Apostrophe Rules!

This is the tale of how an apostrophe changed my life. It made me open my mind, in spite of deeply entrenched prejudices, and endowed me with hours of reading pleasure I would never have expected in a million years.check that apostrophe

 

Don’t like thrillers

Some years ago a colleague whose taste in books hardly ever chimed with mine, recommended a thriller he’d just discovered. “Fantastic plot”, he said. “Great writer. None of that stodgy grammar and fancy image nonsense. Just a plain man speaking plain thoughts.”

Two little kids reading book under blanketI groaned in spirit. “Lots of action?” He nodded enthusiastically. That meant dead bodies. “Lots?”  I wasn’t looking for more nightmare material. He thought about it. “Nine or maybe ten. Not sure. A couple of wives might have died too.” I filed the recommendation for a time when I didn’t have to worry about sleeping any more and forgot about it.

Forget titles easily

But… but… but … The next person Russian apostrophe indicates a palatalised consonantto recommend it was Russian. He didn’t comment on character, grammar or apostrophe either.  Just the cracking story. “You will be intrigued,” he said with great firmness. “Also impressed.” Mind you, Russians are like that.

He gave me a copy in English. It was in my carry-on bag on a horrible flight, bumpy, overcrowded and cold. Nightmares weren’t going to be an issue. Nobody was sleeping on that flight. I read:

I was arrested in Eno’s Diner. At twelve o’clock. I was eating eggs and drinking coffee. A late breakfast, not lunch. I was wet and tired after a long walk in heavy rain. All the way from the highway to the edge of town.

That hooked me, right there and then. I could see that diner, smell that coffee and feel the weary irritation of the man interrupted at his delayed breakfast. OK, the grammar wasn’t formally brilliant. But the sentence structure reflected the way he thought.  And I wanted to know why he was being arrested.

foreign-killing-danish-94x150I read on, mesmerised as a reader; but completely awed as a writer.

This was a first book and it had one of the classiest set-ups and pay-offs I’d ever come across, most of all because it was so extended. The story was based on a cracking idea, brilliantly realised, and both the novel and also the underlying series of events were very well plotted. Another colleague, a Danish central banker, agreed. My Russian critic was right about the story.

Above all there was the enigmatic, ingenious, loner hero.

Don’t want nightmares

But there was that body count. A lot of people died. murder will outMost did so horribly. Some of them at the hands of the – er – hero.  He was fighting for right and justice, of course, not to mention personal loyalties, but even so, he was just too good at killing.  I didn’t think I was going to read another.

And then, almost at the end, there came the game changer. The Chief Detective needs evidence but he thinks it was destroyed in a fire in a garage belonging to a guy called Stoller.

Our hero knows otherwise:

“It wasn’t written like that,” I said. “The apostrophe came after the final letter. It meant the garage belonging to the Stollers. The plural possessive. The garage belonging to two people called Stoller. And there weren’t two people called Stoller living at that house by the golf course. Judy and Sherman weren’t married. The only place we’re going to find two people called Stoller is the little old house where Sherman’s parents live. And they’ve got a garage.”

Finlay drove on in silence. Trawled back to his grade-school grammar.

“You think he stashed a box with his folks?”

“It’s logical,”  I said.

Apostrophe Power

Fission In Large Hadron Collider

 

YES!!!!  Apostrophe, grammar and logic too!

Whoopee, I thought. Let’s hear it for the irresistible apostrophe. Murderer or not, this is my kind of dude.

Since then I’ve read pretty much all of what is now a successful series with readers all round the world. I admit, I skip the stuff where I know he’s going to tell you in detail how the various characters hurt each other — and sometimes what they threaten to do, too. I’m not courting nightmares. But there is so much more in the books that I relish and revel in, that it’s worth the constant vigilance and occasional page hop.

I commend it to  you. And to any teenage boy  who thinks grammar is for sissies. Jack Reacher, I salute you.

Killing-Floor1

2 thoughts on “Apostrophe Rules!

  1. April Munday

    Brilliant! I’ve never read a book where the plot hung on the placing of an apostrophe. Now I have to go and tell my grammar obsessed friends.

    1. Sophie Post author

      Glad you enjoyed it, April. It’s a cracking story and not as bloody as some of the later Jack Reacher novels. Mind you, I still read them, but with one finger ready to skip to after the violence is over.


- [WHAT IS REQUIRED]
Among the records below, one line contains "Outline man."; copy that line and all that follow it, exactly as written.

- [SOURCE MATERIAL]
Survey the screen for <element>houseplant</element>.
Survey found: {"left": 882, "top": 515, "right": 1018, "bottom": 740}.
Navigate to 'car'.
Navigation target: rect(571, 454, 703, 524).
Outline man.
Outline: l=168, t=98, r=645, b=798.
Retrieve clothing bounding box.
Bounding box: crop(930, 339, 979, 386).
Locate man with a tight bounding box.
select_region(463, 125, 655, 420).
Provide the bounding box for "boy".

- [YOUR SOLUTION]
Outline man.
Outline: l=168, t=98, r=645, b=798.
Retrieve clothing bounding box.
Bounding box: crop(930, 339, 979, 386).
Locate man with a tight bounding box.
select_region(463, 125, 655, 420).
Provide the bounding box for "boy".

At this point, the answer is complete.